### Entries shown
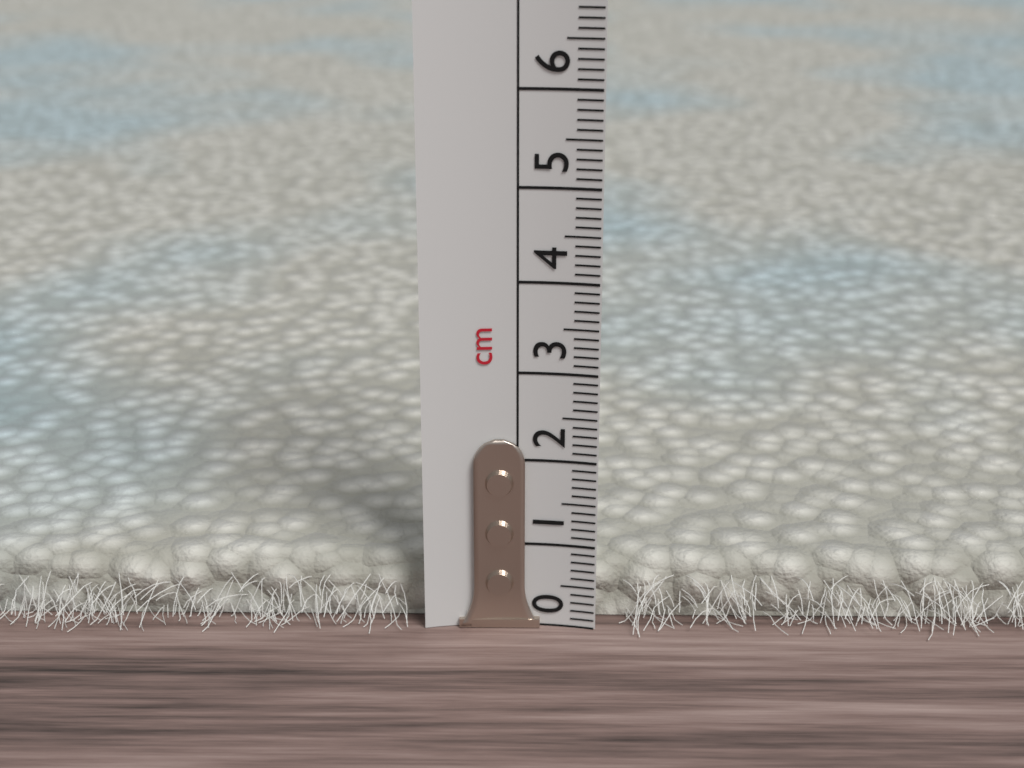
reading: 0.7 cm
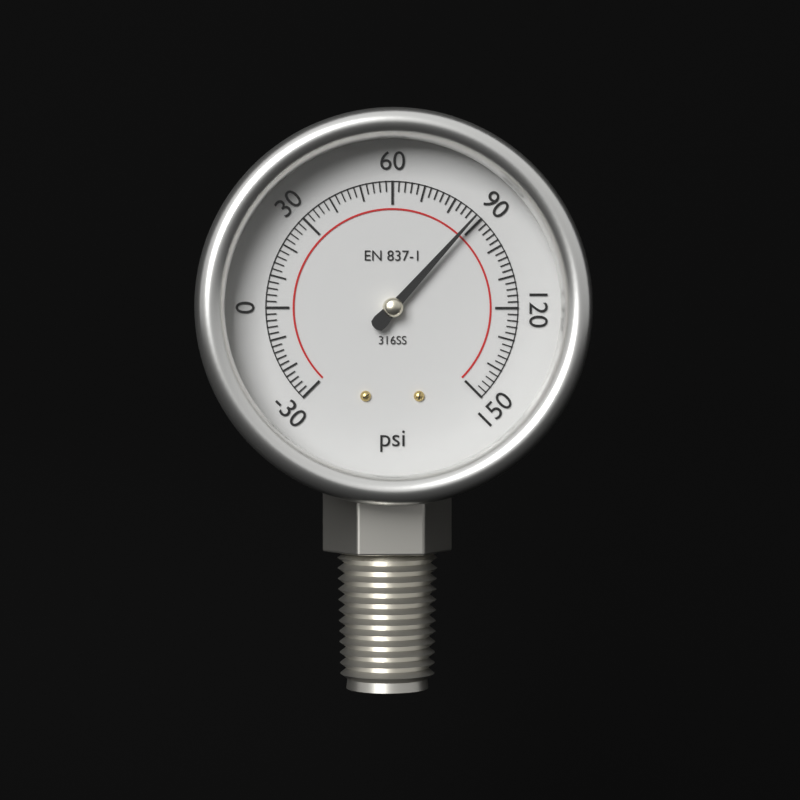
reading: 88 psi
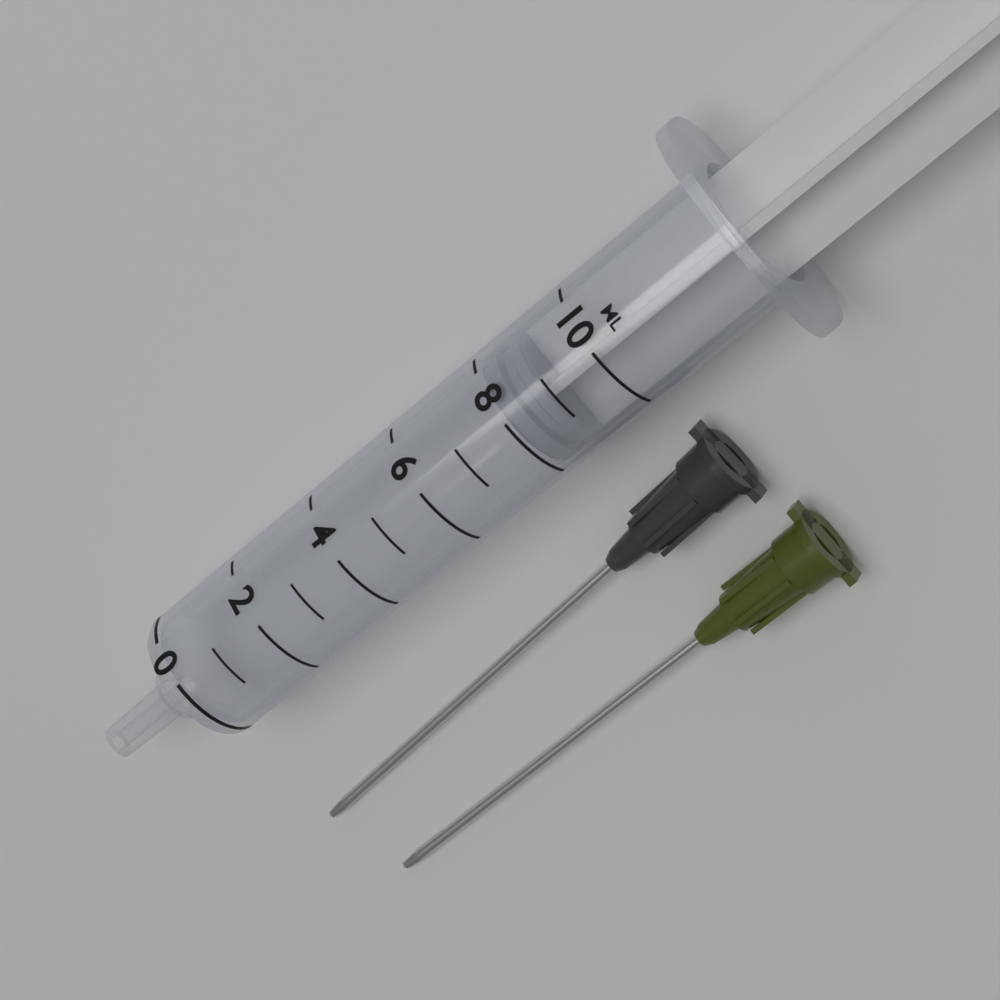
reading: 8 ml
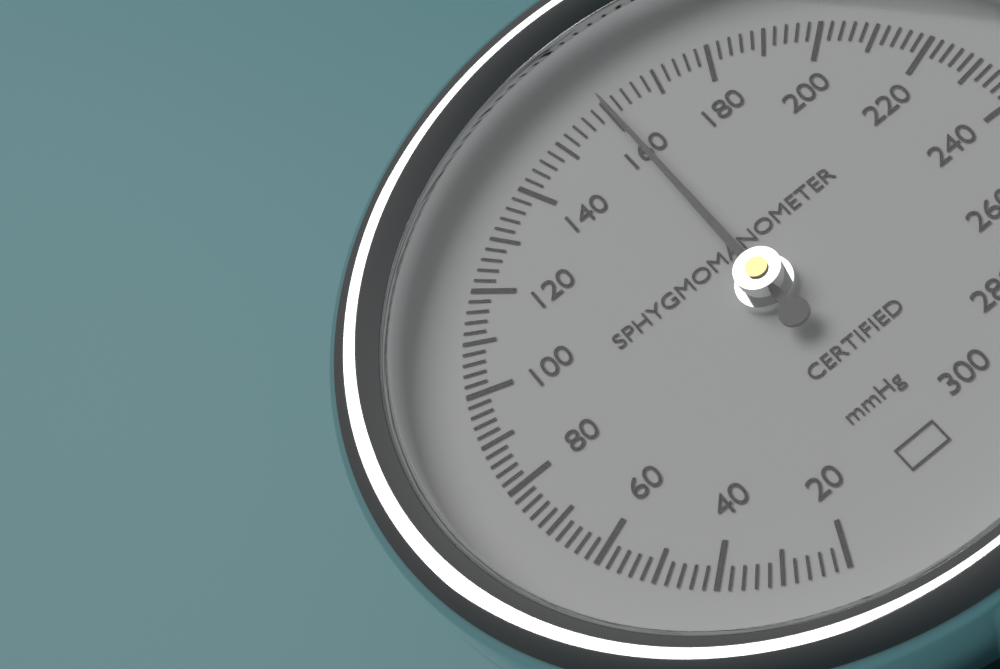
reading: 160 mmHg
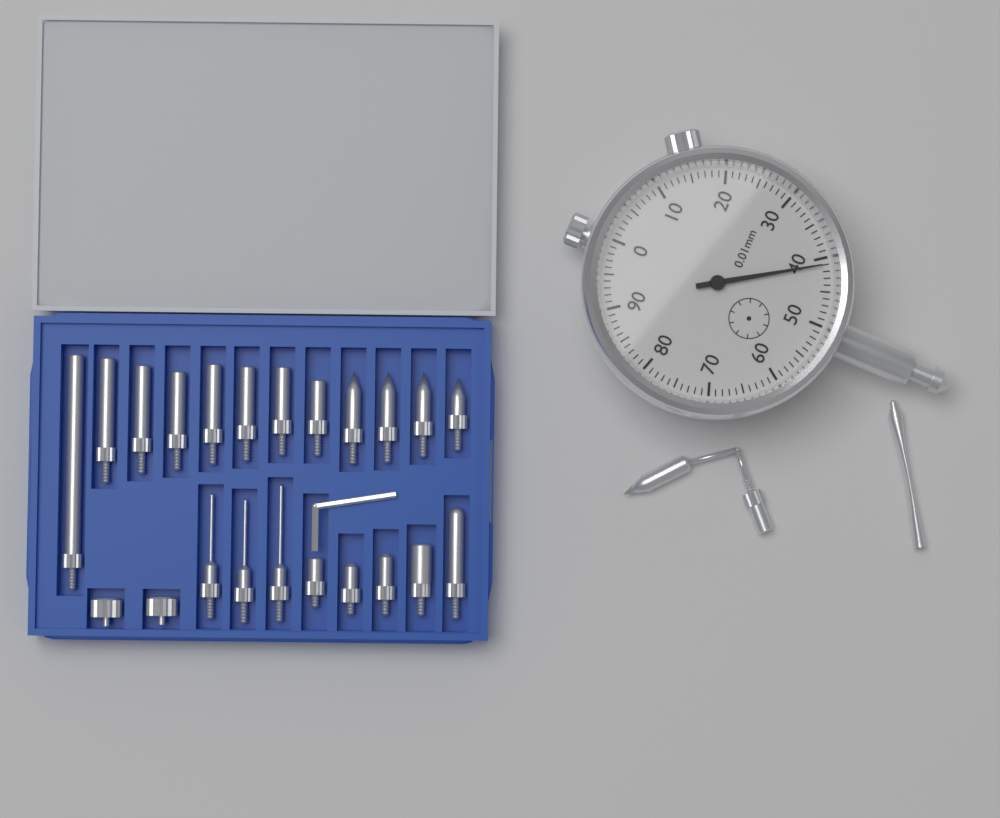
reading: 0.41 mm
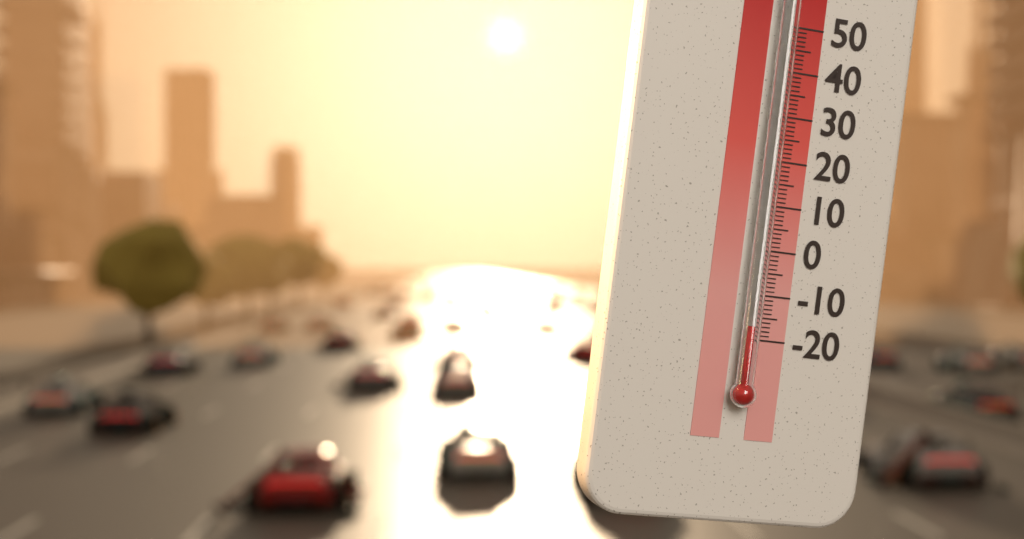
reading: -17 °C
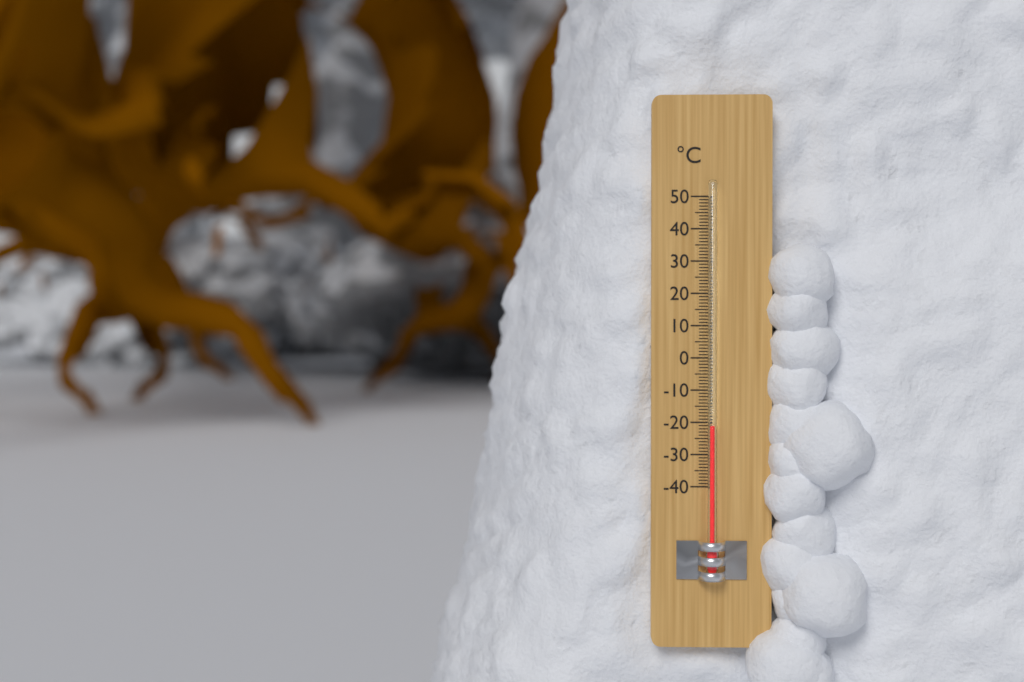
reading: -21 °C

### Problem requirements
Set down the records exactly, without the pictures.

### Written answer
reading: 0.7 cm
reading: 88 psi
reading: 8 ml
reading: 160 mmHg
reading: 0.41 mm
reading: -17 °C
reading: -21 °C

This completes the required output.